▽
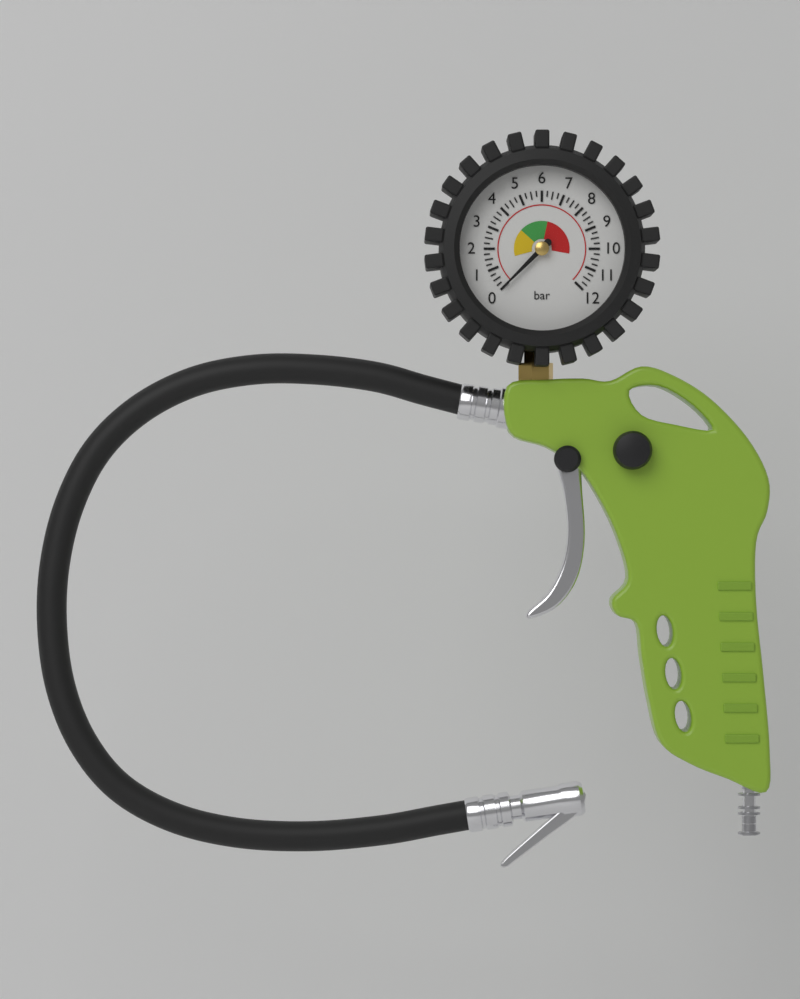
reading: 0.00 bar
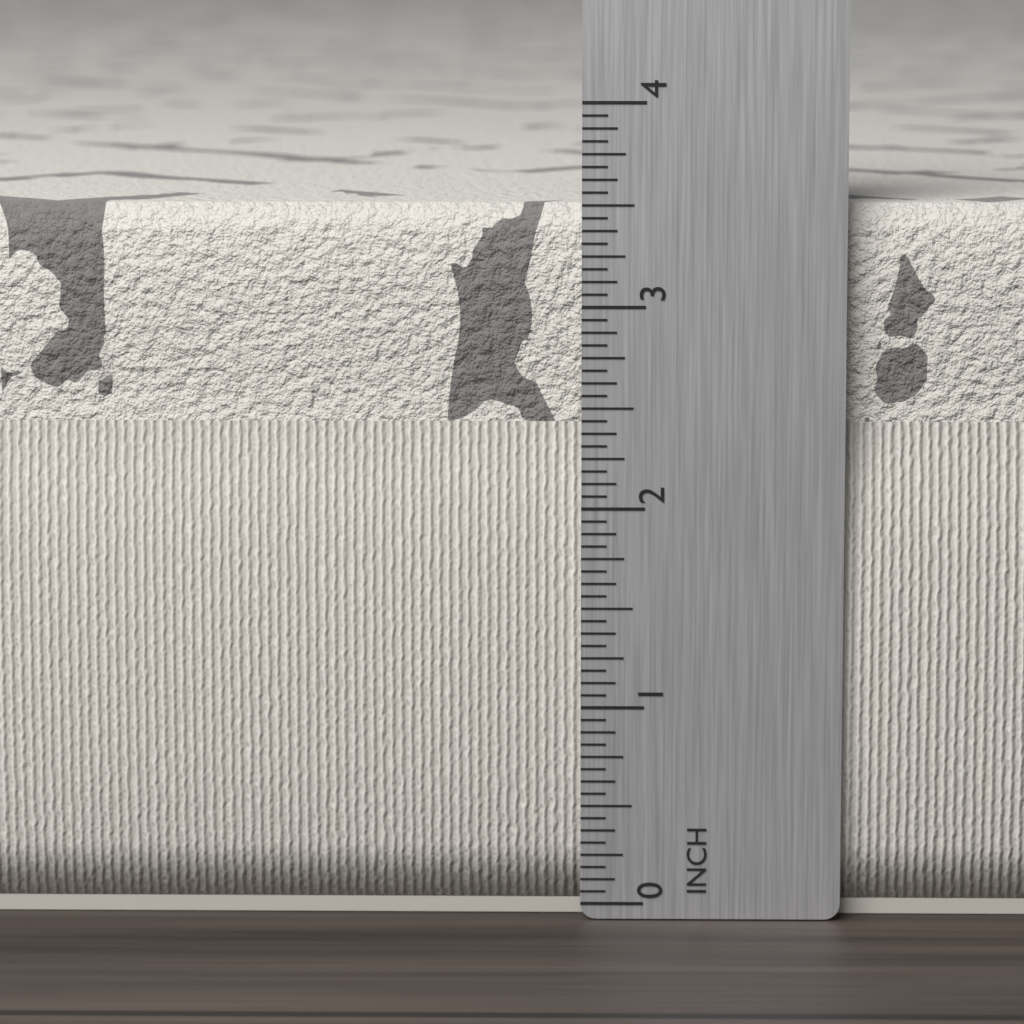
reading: 3.5000 in
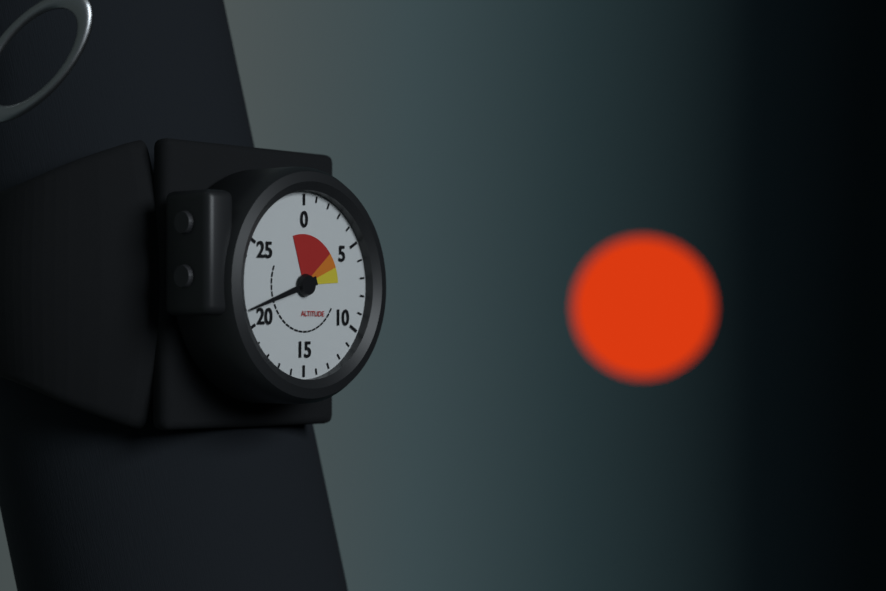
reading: 21 (no unit)
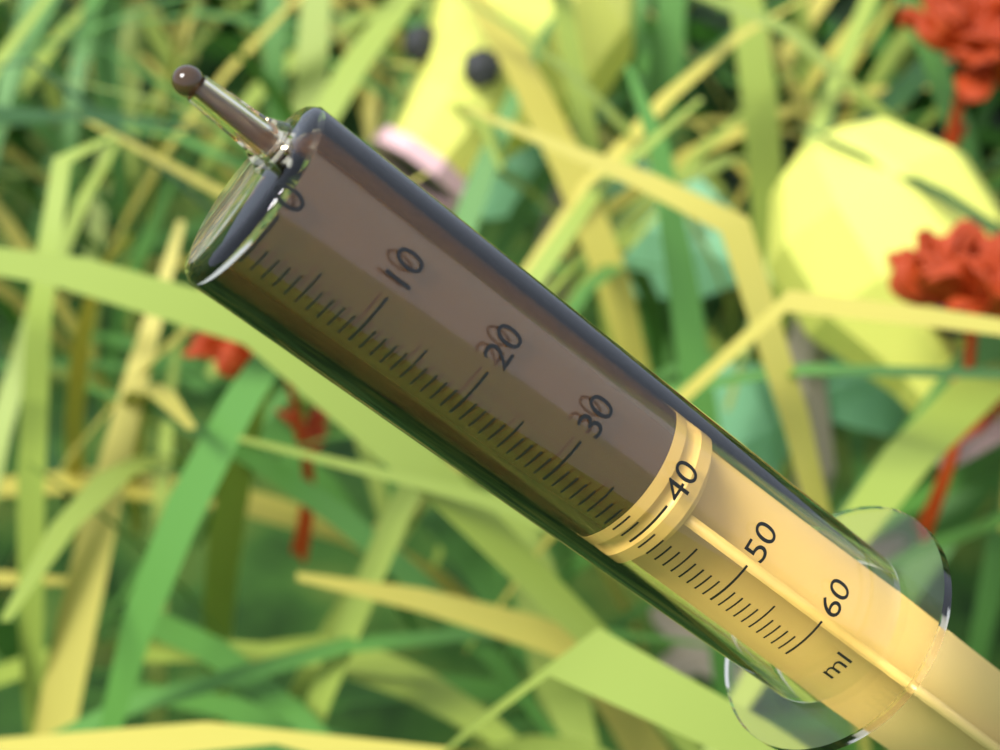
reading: 38 ml
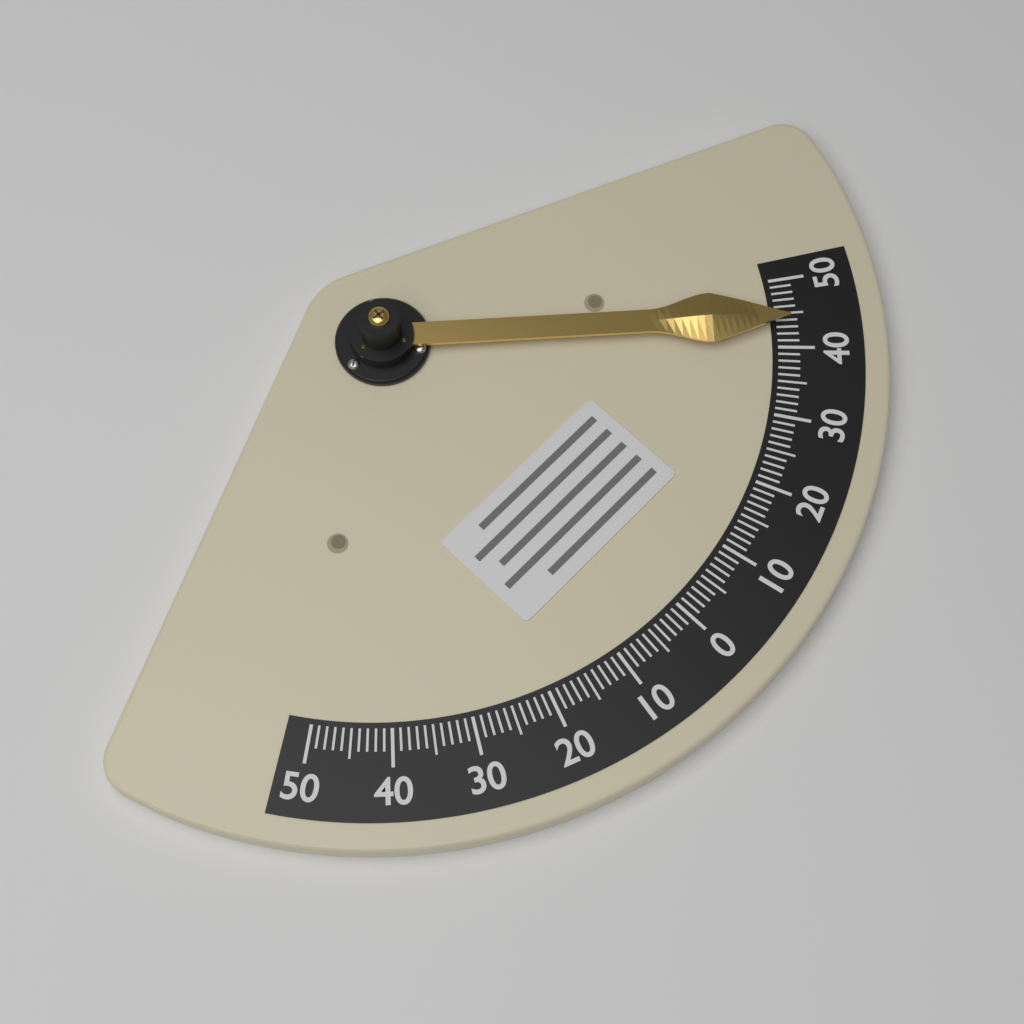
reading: 44 (no unit)
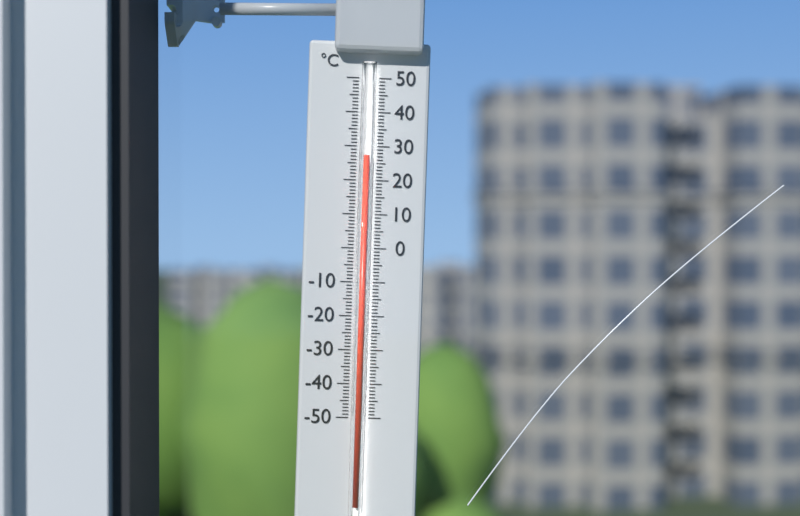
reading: 27 °C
△
Work to be completed -> Reproduce every line of the material precisely, omitting its pictures.

Solved problem ->
reading: 0.00 bar
reading: 3.5000 in
reading: 21 (no unit)
reading: 38 ml
reading: 44 (no unit)
reading: 27 °C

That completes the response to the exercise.